I was at my desk, drumming away on an old Remington typewriter, drinking tepid dime coffee from a foul vending machine and moving my cheese danish around like a three-card monte game, trying to keep the cockroaches from finding it. The mice wouldn’t come out with me there, but the roaches were not so shy. At 10:02 a.m., the phone rang. I figured it would be Barbara; the nice thing about us being in the same business, she knew my deadlines. No way would she have called before deadline, but she had big news of her own today, and couldn’t resist calling when she knew I would be free to talk.

“Hey, it’s me. I love you.”

“I love you, too. What’s going on?”

“I’ve been busy. I found us a quote for our wedding rings!”

“That’s great. Tell me!”

“Are you familiar with the poem, ‘To His Coy Mistress,” by Andrew Marvel?

“I don’t think so. But do we really want the word mistress associated with our marriage?”

She ignored my misgivings and pushed ahead. “It was published in 1681, after Marvel died. It’s about this guy trying to seduce a girl, and he’s basically saying he would like to spend more time wooing her, but they’re kind of in a hurry, so maybe they should get right to the sex part.”

“I’m wondering when this starts to get romantic, Barbara.”
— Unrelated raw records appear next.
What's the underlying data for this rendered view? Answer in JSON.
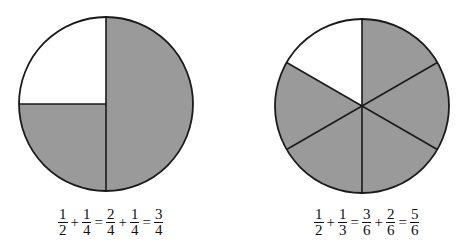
{
  "colors": {
    "shaded": "#9a9a9a",
    "unshaded": "#ffffff",
    "stroke": "#1a1a1a"
  },
  "left_figure": {
    "name": "quarters-circle",
    "divisions": 4,
    "shaded_parts": 3,
    "equation": {
      "terms": [
        {
          "num": "1",
          "den": "2"
        },
        {
          "op": "+"
        },
        {
          "num": "1",
          "den": "4"
        },
        {
          "op": "="
        },
        {
          "num": "2",
          "den": "4"
        },
        {
          "op": "+"
        },
        {
          "num": "1",
          "den": "4"
        },
        {
          "op": "="
        },
        {
          "num": "3",
          "den": "4"
        }
      ]
    }
  },
  "right_figure": {
    "name": "sixths-circle",
    "divisions": 6,
    "shaded_parts": 5,
    "equation": {
      "terms": [
        {
          "num": "1",
          "den": "2"
        },
        {
          "op": "+"
        },
        {
          "num": "1",
          "den": "3"
        },
        {
          "op": "="
        },
        {
          "num": "3",
          "den": "6"
        },
        {
          "op": "+"
        },
        {
          "num": "2",
          "den": "6"
        },
        {
          "op": "="
        },
        {
          "num": "5",
          "den": "6"
        }
      ]
    }
  }
}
“Listen. Here are the first lines of the poem:

 ‘Had we but world enough and time, 

This coyness, lady, were no crime. 

We would sit down, and think which way 

To walk and pass our long love’s day.’”

 “That’s it? Maybe if I saw it written down.”
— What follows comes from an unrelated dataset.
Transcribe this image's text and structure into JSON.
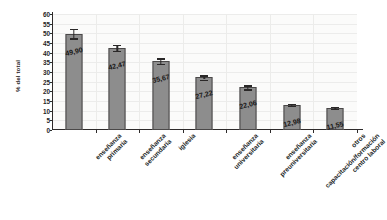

“Don’t you get it? That’s US! That’s where we are. We have our whole lives ahead of us. We’re going to see the world and write about it!  It’s all out there! No limits! We HAVE world enough and time! We can put “world enough” in one ring, and “and time” in the other!

Her obvious excitement made me a little anxious. Yes, we were young, but cripes. I had never been out of the country. Scarcely been out of Indiana, for that matter. World enough? I didn’t even have a passport. I was sitting alone at a sticky desk under a flickering fluorescent light, trying to finish my cheese Danish before some cockroach got it. If anybody on earth had “seen too many God-damned dawns creeping grayly over too many dirty windows,” to borrow a quote from Eugene O’Neill’s “Moon for the Misbegotten,” I had.
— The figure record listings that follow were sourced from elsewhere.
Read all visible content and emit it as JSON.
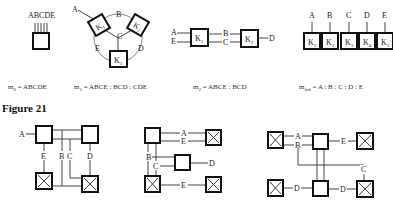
{
  "figure_label": "Figure 21",
  "top_row": {
    "m0": {
      "terminal_labels": "ABCDE",
      "formula": {
        "prefix": "m",
        "sub": "0",
        "rest": " = ABCDE"
      }
    },
    "m1": {
      "nodes": [
        "K1",
        "K2",
        "K3"
      ],
      "edge_labels": [
        "A",
        "B",
        "C",
        "D",
        "E"
      ],
      "formula": {
        "prefix": "m",
        "sub": "1",
        "rest": " = ABCE : BCD : CDE"
      }
    },
    "m2": {
      "nodes": [
        "K1",
        "K2"
      ],
      "edge_labels": [
        "A",
        "E",
        "B",
        "C",
        "D"
      ],
      "formula": {
        "prefix": "m",
        "sub": "2",
        "rest": " = ABCE : BCD"
      }
    },
    "mind": {
      "nodes": [
        "K1",
        "K2",
        "K3",
        "K4",
        "K5"
      ],
      "edge_labels": [
        "A",
        "B",
        "C",
        "D",
        "E"
      ],
      "formula": {
        "prefix": "m",
        "sub": "ind",
        "rest": " = A : B : C : D : E"
      }
    }
  },
  "bottom_row": {
    "left": {
      "edge_labels": [
        "A",
        "E",
        "B",
        "C",
        "D"
      ]
    },
    "middle": {
      "edge_labels": [
        "A",
        "E",
        "B",
        "C",
        "D",
        "E"
      ]
    },
    "right": {
      "edge_labels": [
        "A",
        "B",
        "E",
        "C",
        "D",
        "D"
      ]
    }
  }
}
Still, you had to appreciate her optimism, her confidence, her attitude. The Marvel quote was recognition that together, we could make good stuff happen. We decided to go for it.

To us, our wedding rings were enormously symbolic, but also spectacularly functional. On the one hand, we cared enough about them to struggle to find the perfect meaningful quote. On the other hand, we were not above using them prematurely. During the two-day road trip on the way to get married we had to spend one night in a Holiday Inn. Back then, young unmarried couples couldn’t safely check into a motel room together, so without much discussion we slid the rings onto our fingers and checked in as Mr. and Mrs. Basler, fairly certain that abusing wedding rings was a mortal sin. The next morning, the rings came off again until we were, in fact, Mr. and Mrs. Basler.

It turned out Barbara was prescient. She had seen our lives in the distance and had carved our dreams in 18 carat gold. We got to see the world, me with Reuters and Barbara with the New York Times, back when the going was good for journalists. The Taj Mahal, the Great Wall, the Acropolis. We got to live in Manhattan, Hong Kong, Georgetown and Santa Fe. We raised a son who grew up to be a wordsmith, a story-teller and a screenwriter. We skated past the 50-year mark together. We wrote the stories. We harvested the good quotes in long, tan reporter’s notebooks, we savored the snappy phrases that came our way and never lost our passion for words well-used. Today, when I twist my wedding ring in a certain light I can see “World enough.” I don’t need to look inside Barbara’s ring. I know exactly what it says.

 

Robert Basler was a life-long journalist, spending most of his career with Reuters, in New York City, Hong Kong and Washington, DC. He reported from Beijing, Beirut, and Ulan Bator, among other places. He went through the Khyber Pass twice and was annoyed to find there were no souvenir t-shirts for sale. He now lives in Indianapolis, about a mile and a half from where Vonnegut grew up, and thinks the Kurt Vonnegut Museum is easily the coolest place in town.